Reporting a sexual assault can be nearly as traumatic as the event itself.

Victims are advised to seek immediate medical help. They spend hours after the assault at the hospital, completing an invasive medical examination and a sexual assault kit (commonly known as a rape kit). The rape kit is sent to police.

Earlier this year, Oregon State Police asked every local police department to count the number of sexual assault kits being held in police evidence rooms.

What they found is shocking: more than 5,000 sexual assault kits were never sent to a lab for testing.

The Portland Police Bureau holds almost half of those kits. Washington County, Gresham and Salem police departments all have hundreds of untested kits.

Even when rape kits do get sent to the Oregon Crime Lab, there’s a huge backlog.

More than 1,150 DNA samples, from both violent crimes and property offenses, are already at the lab, waiting to be processed by the state’s forensic scientists. Oregon State Police Superintendent Richard Evans, Jr. says the state crime lab in Clackamas is already working at capacity.

How did the rape kit backlog happen?

Quite simply, there are very few laws or rules about when or how rape kits should be tested.

In most police departments, it’s up to the sexual assault detective or police officers. They can decide to send a rape kit to the lab for processing—or they can let it sit in the evidence room indefinitely.

An officer might not send the kit to the lab if a sexual assault suspect has already been identified and confessed. The victim might decide against pressing charges. The prosecutor might not think the lab results necessary for a criminal case.

Or the officer just doesn’t believe the victim.

Sometimes we let our personal opinions get in the way, ” –Salem Deputy Police Chief Steve Bellshaw at Oregon Senate hearing

And if that discretion given to individual police officers is troubling, then the utter failure of basic investigation is truly disturbing.

Because most rapists are repeat offenders.

Studies have shown that rape is rarely an isolated incident. More than half of rapists have multiple victims: on average, 5.8 victims per rapist.

When a rape kit isn’t tested, the DNA evidence doesn’t get entered into the Combined DNA Index System (CODIS).

If Oregon had tested even half of the 5,000 rape kits, thousands of potential attackers would have been entered into CODIS.
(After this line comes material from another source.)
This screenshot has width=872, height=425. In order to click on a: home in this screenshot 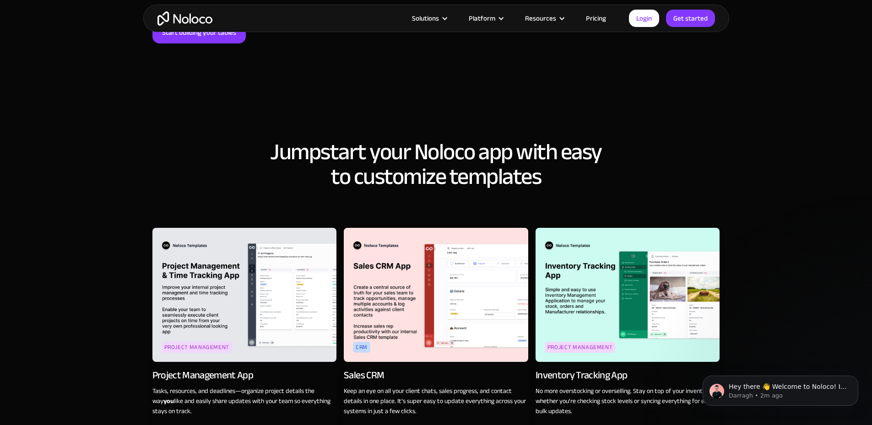, I will do `click(185, 18)`.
How many sexual assaults might have been prevented?

Even in cases where the rapist was already identified, or confessed, entering the DNA evidence in the database might have solved a previous crime.

I probably in 1993 should have sent those kits in to be tested (even if a suspect confessed) because my kit could have solved an unknown kit in another jurisdiction.” – Salem Deputy Police Chief Bellshaw

Yet, Oregon has failed to make rape kit testing a priority.

How can Oregon solve this problem?

Funding is the biggest issue most jurisdictions face in breaking through the rape kit backlog. Oregon, and specifically Portland, will likely need more resources to test 5,000 sexual assault kits.

Oregon state legislature approved funding for adding two more forensic scientists at the state lab to help address the backlog. Police, prosecutors, and victim advocates are forming a work group to establish a model policy for getting the rape kits tested, and notifying victims of DNA matches.

While the Oregon State police voluntarily started a count of untested kits, there is no legislation to force them to do so, and no provisions for future rape kit testing.

Progress is being made— but the plans are vague, and no deadlines have been set.

This is cold comfort for survivors whose sexual assaults might have been prevented. But perhaps it’s the start of changes we need to break the cycle—and give rape survivors the justice they deserve.